Q: In the chapter “Marriage and History,” you point out that Christians believe marriage to be a sacred union. Where does this belief stem from and can marriage really be deemed a sacred union?
Just to be clear-Christian leadership decided that marriage was a sacred union only very recently. The early Christian fathers demonstrated a serious aversion to marriage, believing instead that the only truly sacred state of being was lifelong celibacy and fellowship (in imitation of Christ and the angels.) For the first thousand or so years of Christian history, the church did not concern itself with the business of marriage at all, because marriage was not seen as a sacrament (as opposed to baptism, say, which was always a sacrament); instead, marriage was considered a worldly and secular affair, that had everything to do with sex and property and taxes and women, and nothing to do with the higher concerns of divinity. That changed in the year 1215 AD, when the Catholic church officially took over the marriage business, as a means of exerting greater control over the unions and divorces of European royalty. And since then, Christian leadership has embraced marriage and preached marriage and now is even “defending” marriage. But all that Christian reverence toward marriage is very recent-certainly in contrast to, say, Judaism, where marriage has been considered a noble union for thousands of years (although even in ancient Hebrew society, the union was never considered inviolably sacred: there was always provision for divorce.) I am not saying that marriage shouldn’t be seen as holy or sacred, but I object when those words are used as weapons against individuals within something that should be a private union, and that is almost invariably a complicated one.
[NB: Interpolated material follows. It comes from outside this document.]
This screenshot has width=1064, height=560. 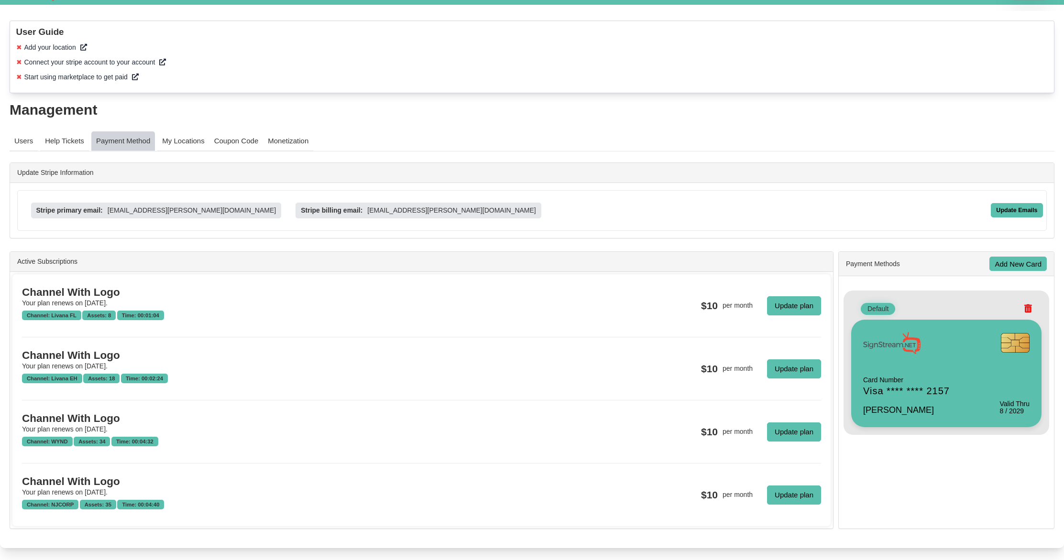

Q: In an effort to be sure you and Felipe were making the right decision, you went as far as making a list of your own faults so that he could better understand what he would be getting into if you married. What makes your relationship with Felipe so honest and successful?
Well, we’ve only been married two and a half years at this point, so it’s a little early to be using the word “successful,” but as for the honest part-that’s simple: I have learned from painful personal experience that anything short of honesty will end in catastrophe for everyone.
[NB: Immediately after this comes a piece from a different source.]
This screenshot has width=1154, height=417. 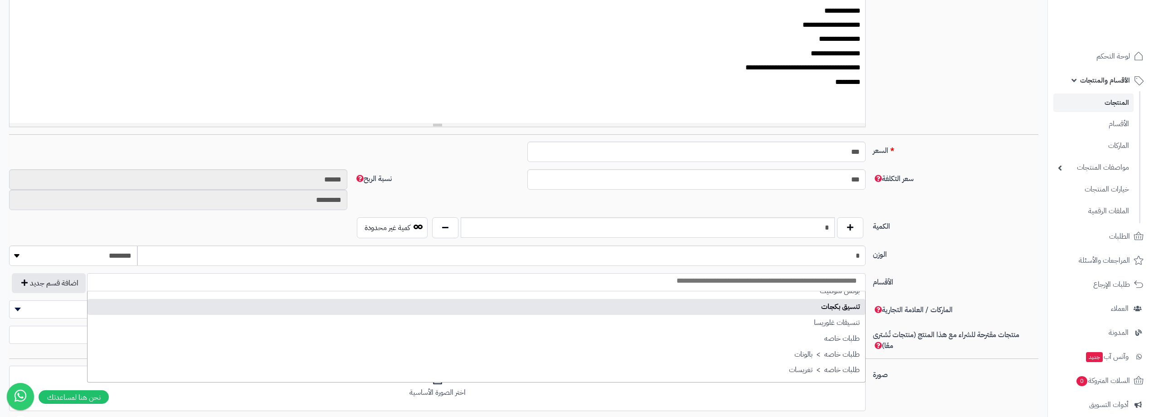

Q: Marriage and children seem to go hand-in-hand, and as someone who was not interested in having children, you looked to your mother and grandmother for answers. What surprised you about their experience with having children?
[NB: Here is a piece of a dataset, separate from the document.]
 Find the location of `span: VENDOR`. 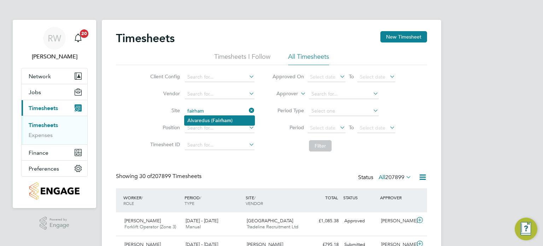

span: VENDOR is located at coordinates (254, 203).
I am a woman of an entirely new generation than both my mother and grandmother and I have options they never knew. (Which is to say: I have options, period.) My grandmother had 7 children, essentially because she had no choice or control whatsoever over her biology, and she struggled with poverty and exhaustion her whole life. My mother had two children, both of whom she chose, but she also made enormous sacrifices for her kids-including quitting a career that she dearly loved, in order to stay home and raise us, on account of the realization that she could not, in fact, do it all. (As one female friend of mine always says, “Just because you can do anything doesn’t mean you can do everything.”) The question of having children was a huge one in my life-my first marriage fell apart largely, though not entirely, because of this question-and I have chosen to remain childless, which is a decision that reflects my own life, my own desires, my own destiny. Still, I found it important to talk to both my mother and my grandmother about their choices, in order to put my decision in a deeper perspective. Probably the most surprising moment was when my grandmother told me that-while she loved her children and felt the happiest moments of her life during motherhood-she prayed that I would never have children of my own, and would instead dedicate my life to writing books and traveling. There was something very tender and touching in that revelation.
Q. As a sequel of sorts, COMMITTED follows up the fairytale romance of Eat, Pray, Love with some stark realities, including the bureaucratic proceedings of the Department of Homeland Security. Was it difficult, as an author, to switch gears and take on this less romantic subject matter?
A. I like to say that the difference in tone between Eat, Pray, Love and COMMITTED is the difference in tone between romance and marriage. Eat, Pray, Love is, in every way, a romantic story, full of escape and longing and sensual exploration and even the shimmering thrill of emotional imbalance. Such a tone was appropriate to that year of self-exploration, because that’s what it was like. I was overcome during my Eat, Pray, Love journey by a sense of daring, of soaring possibility, and such expansion was exactly what I needed, in order to reinvigorate my life after a period of loss and sorrow. But I daresay that marriage demands of us a slightly more pragmatic temperament. And the events that precipitated COMMITTED were so especially serious (you could say that Felipe’s and my romance ended the minute the men in the Homeland Security uniforms handcuffed him and led him away) that a sense of sobriety and level-headed focus was really called for in this situation, in order to handle things wisely. That same sense of sobriety and focus, I think, informs the overall tone of COMMITTED. It wasn’t painful or limiting to write the book in such a manner; it just felt accurate and appropriate to both the subject and the situation. Anything else would have felt like a lark, which would not have benefited anyone, least of all me.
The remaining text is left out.